The education department website says that all geographic priorities have been lifted. But parents and school leaders seem to be caught by surprise. For example, the Fort Hamilton High School in Brooklyn still lists information about how to apply to its zoned program, and the city’s MySchools page also lists the school as having an admissions zone. 

“We’re working to update external information to ensure accuracy,” O’Hanlon said. 

Zones can be a barrier to schools reflecting the diverse demographics of the system, even in neighborhoods that are diverse. A task force appointed by Mayor Bill de Blasio that focused on ways to better integrate schools recommended in 2019 eliminating all geographic admissions priorities.
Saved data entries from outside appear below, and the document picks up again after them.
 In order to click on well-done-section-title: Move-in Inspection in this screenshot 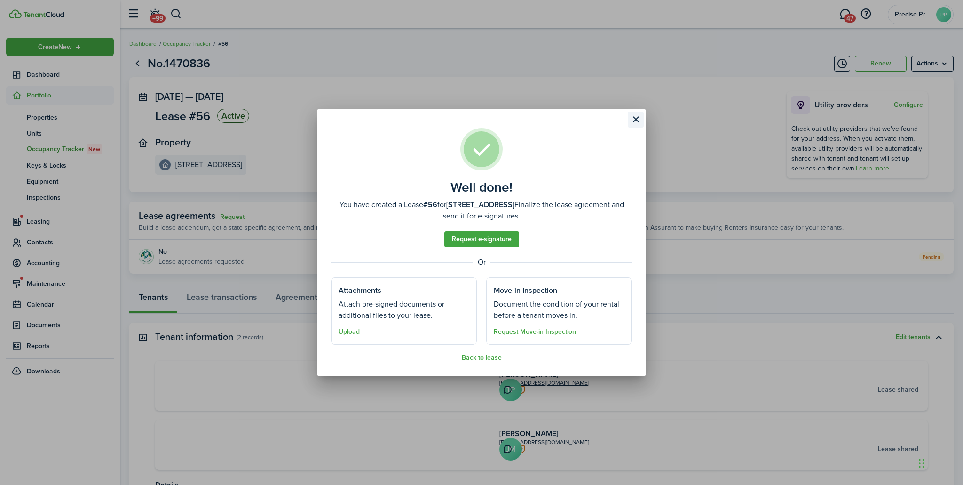, I will do `click(525, 290)`.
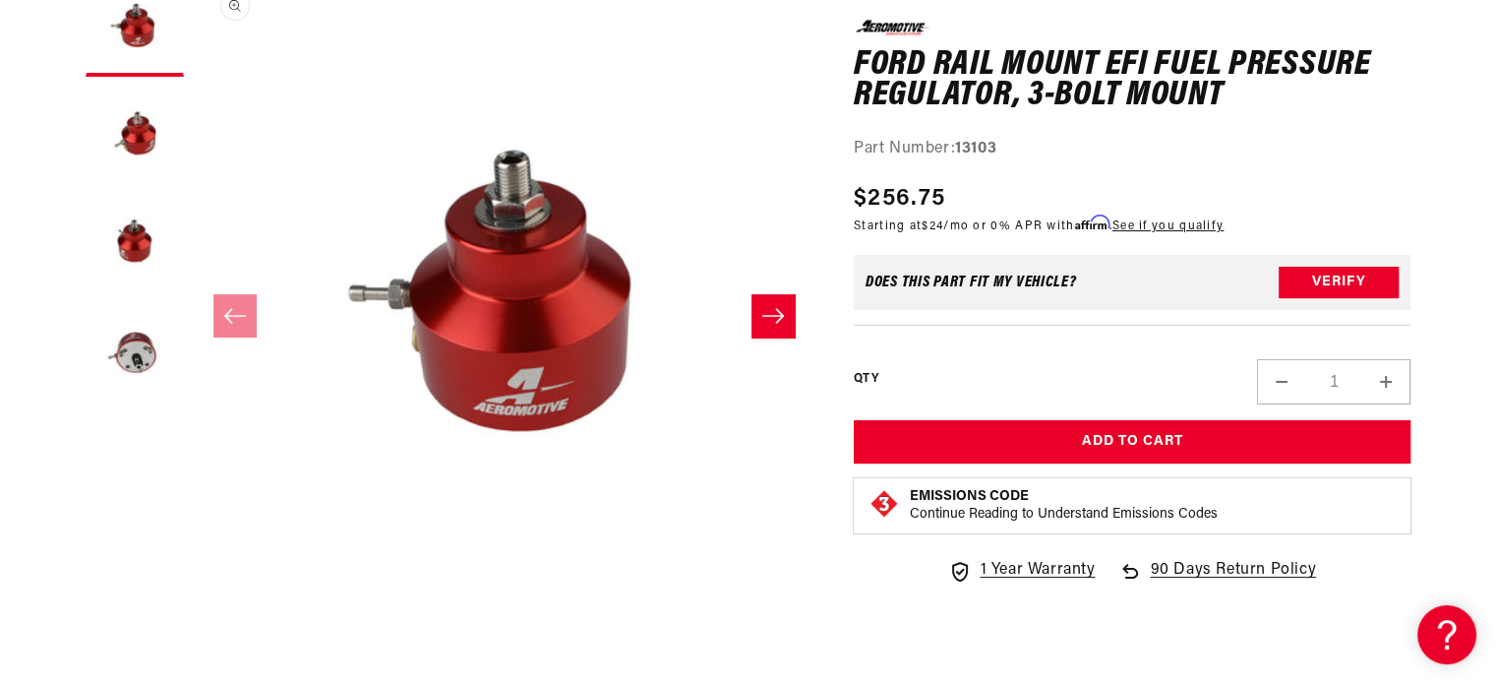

But changing attendance zones is a contentious issue tied up in race and economic status, with families often fighting to preserve their access to schools nearby. Alysa O’Shea, a representative for Queens on the education department’s Citywide Council on High Schools, said at a recent meeting that parents in her borough find the removal of geographic zones “unreasonable.”

“Here in Queens, we’re one of the most overcrowded boroughs, as far as capacity of schools, and we also face some of the longest commute times, even within the borough,” she said. “How can you just expect a borough … to just give up all their seats to anybody who wants to come here?”

Ending geographic priorities would open more opportunities for students in neighborhoods like Cypress Hills, a small, largely low-income and immigrant Brooklyn enclave on the Queens border, said Sindy Nuesi, director of the Middle School Student Success Center at Brooklyn’s Abraham Lincoln campus run by Cypress Hills LDC.

After the city ended district priorities last year, 91% of the students that Cypress Hills LDC works with were accepted to one of their top three school choices — an increase of 10%. Though a stone’s throw away from Queens, Nuesi said she used to have to steer students away from schools where geographic priorities made it impossible to get in.  

“Now I’m being more open with students when they mention these schools that previously had these restrictions. That’s just me having hope” that the removal of geographic priorities will stick, she said.

What about the SHSAT?

Some of the city’s most competitive and coveted high schools are specialized schools, like Stuyvesant and Bronx Science, that admit students solely based on the Specialized High Schools Admissions Test, or SHSAT.

This year, students who register for the test will take it in their middle school, as they did last year. Students must sign up by Nov. 15 and the test will be administered on Dec. 2. 

Previously, students who signed up for the test had to take it on a weekend at certain designated locations. (That will continue to be the case this year for students in charter schools, private schools, and those who are homeschooled.)

The controversial test is required by state law, and many blame it for the stark underrepresentation of Black and Latino students. They make up only about 10% of enrollment in specialized high schools, but almost 70% of students citywide. 

Specialized high schools — widely regarded as the Ivy League of public school options — also enroll fewer students from low-income families, students with disabilities, or those who are learning English as a new language, compared to the citywide averages. 

Since at least 2016, middle schools that historically sent few students to specialized schools have offered the test during the school day on campus, in efforts to boost the numbers of admitted Black and Latino students. 

Last year, while middle schools were closed because of a spike in coronavirus cases in the city, students had to go to their school to take it, in an effort to increase social distancing.